Updated: 7 hours ago

by Shon Crewe
May 13, 2026

Bryson DeChambeau is one of the few big names talking openly about a different kind of backup plan. If LIV Golf doesn’t make it, he's ready to treat YouTube as his path forward. 


His deal with LIV runs through the end of the season, but he's already talking publicly about growing his channel, playing in the majors, and showing up where the audience follows him, whether or not a tour schedule is waiting on the other side.


That shift matters for more than DeChambeau’s next move. It also helps validate why John Daly II sits on a $1.25 million Golf NIL Valuation—and why that number has less to do with his last name and raw follower count than most people think. 

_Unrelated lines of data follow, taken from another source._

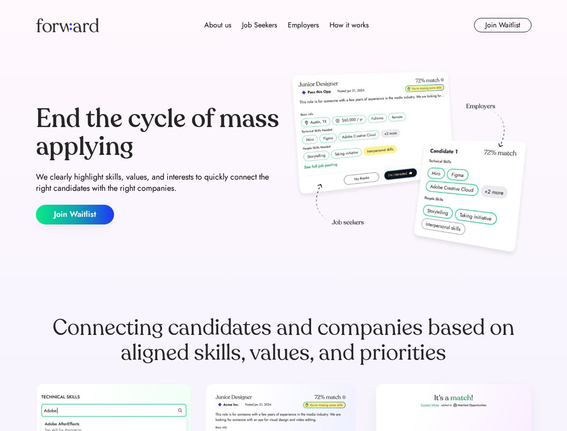 This screenshot has width=567, height=431. I want to click on div: Job Seekers, so click(259, 25).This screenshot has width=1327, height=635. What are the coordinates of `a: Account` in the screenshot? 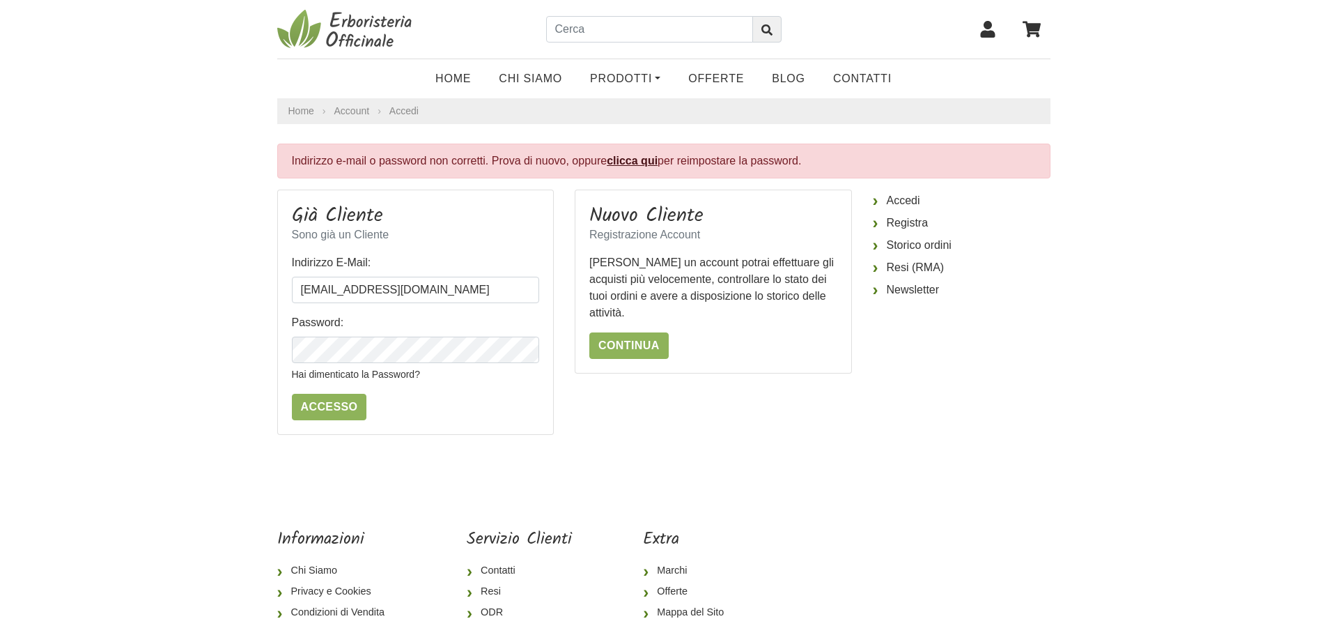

Golf NIL | How John Daly II can take a page from Bryson DeChambeau

John Daly II at the 2024 PNC Championship, where the father-son pairing has already become must-watch TV | Debby Wong/Zuma Press


What DeChambeau is putting into words is very close to what Daly has already been proving on camera, and what his Golf NIL Valuation has been tracking, with an eye on the next 12 months.


With roughly 2.7 million subscribers and more than 250 videos, DeChambeau already has a well-established YouTube presence, sitting alongside creators like Good Good, Grant Horvat, and Rick Shiels, who’ve shown how quickly a committed audience can translate into a real business. Even channels with much smaller audiences have turned that kind of reach into meaningful income and visibility through ad revenue, sponsorships, and YouTube payouts.

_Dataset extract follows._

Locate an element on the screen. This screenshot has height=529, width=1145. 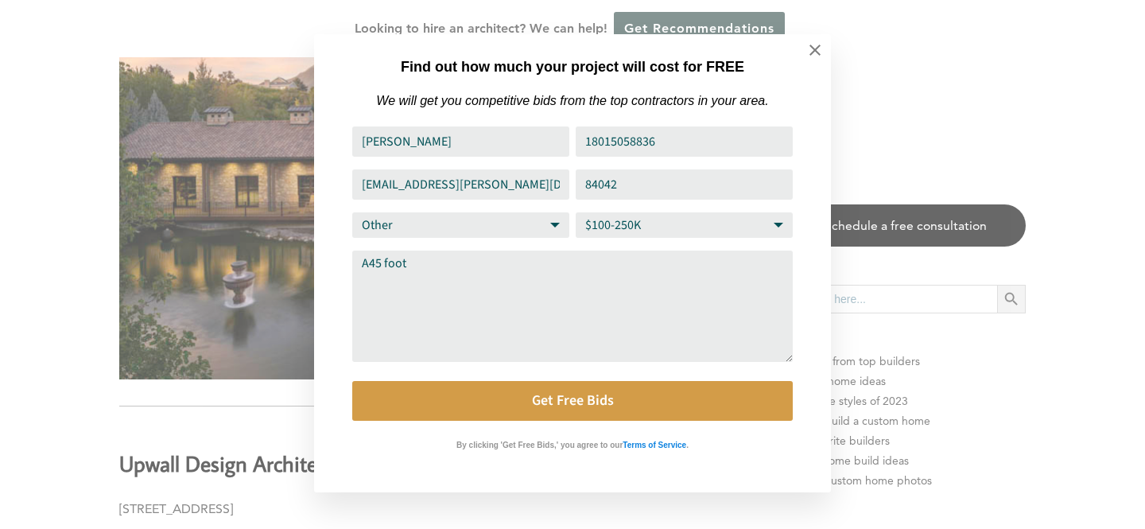
strong: Find out how much your project will cost for FREE is located at coordinates (573, 67).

Type “John Daly II” into YouTube, and the case for Daly starts to write itself.


As a frequent guest on creator channels, his videos pull anywhere from a few hundred thousand to millions of views, typically toward the top of that channel's range. The uploads are designed to have replay value, built around personalities and friendly rivalries, with the camera on the same small group of players from start to finish. For the Clearwater, Florida, native and Arkansas senior, it's a natural fit.

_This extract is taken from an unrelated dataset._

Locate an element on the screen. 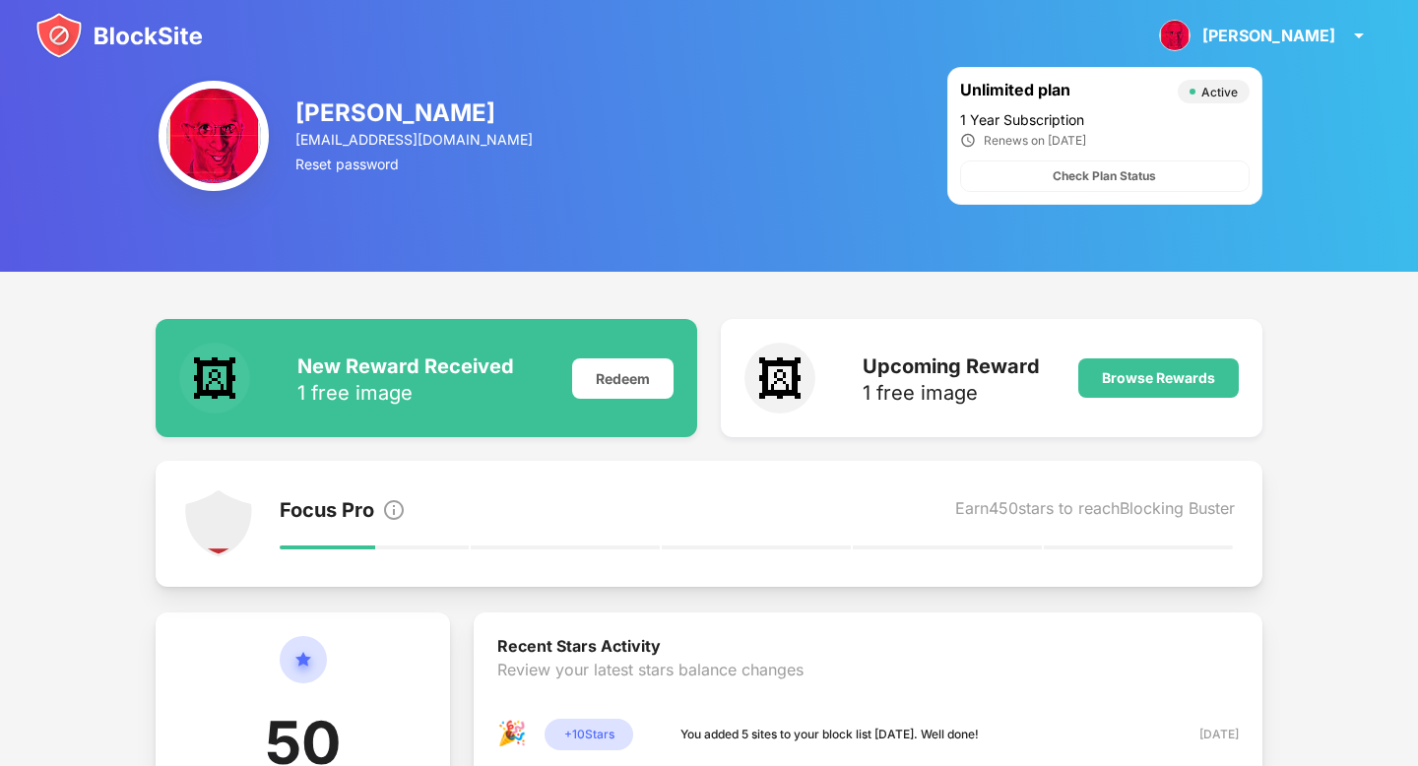 This screenshot has height=766, width=1418. img: circle-star.svg is located at coordinates (303, 671).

Nearly 270,000 Instagram followers already give Daly direct access to fans, making him one of the most-followed names in college golf, including roughly 80,000 that have come on board over the past year, with zero effort on his part. The real upside shows up when that audience follows him into longer form content.


Past and present NIL partners such as TaylorMade, Cobalt Golf, JLab, and Hooters have already seen what that mix of presence and personality can do when their branding is on his apparel or feed.


Next week, the world No. 54 will lead No. 6-ranked Arkansas into the program’s first top seed at NCAA Regionals in Corvallis, giving him another stage this month to layer competitive context on top of his media footprint. In March, that footprint already stretched to the professional ranks when he made his PGA TOUR debut at the Puerto Rico Open, finishing T37 after briefly sharing the lead on Saturday.


It is not hard to imagine what comes next if he leans in, especially if his dad is willing to partner on the ride.


Building on what’s already worked for the father-son duo at the PNC Championship, a Daly-and-Daly run of matches against other athletes, celebrities, or creators across a dozen courses would be ready-made YouTube inventory—with room for brands to show up as apparel partners, presenting sponsors, or even on the RV (or private jet) that gets them there.


Daly absolutely has the potential to keep pushing his game on bigger stages. He also has a different kind of path in front of him, with the chance to be his own boss, build the kind of content audiences come back to, and give brands a natural place to show up in the creator landscape that DeChambeau is now openly endorsing.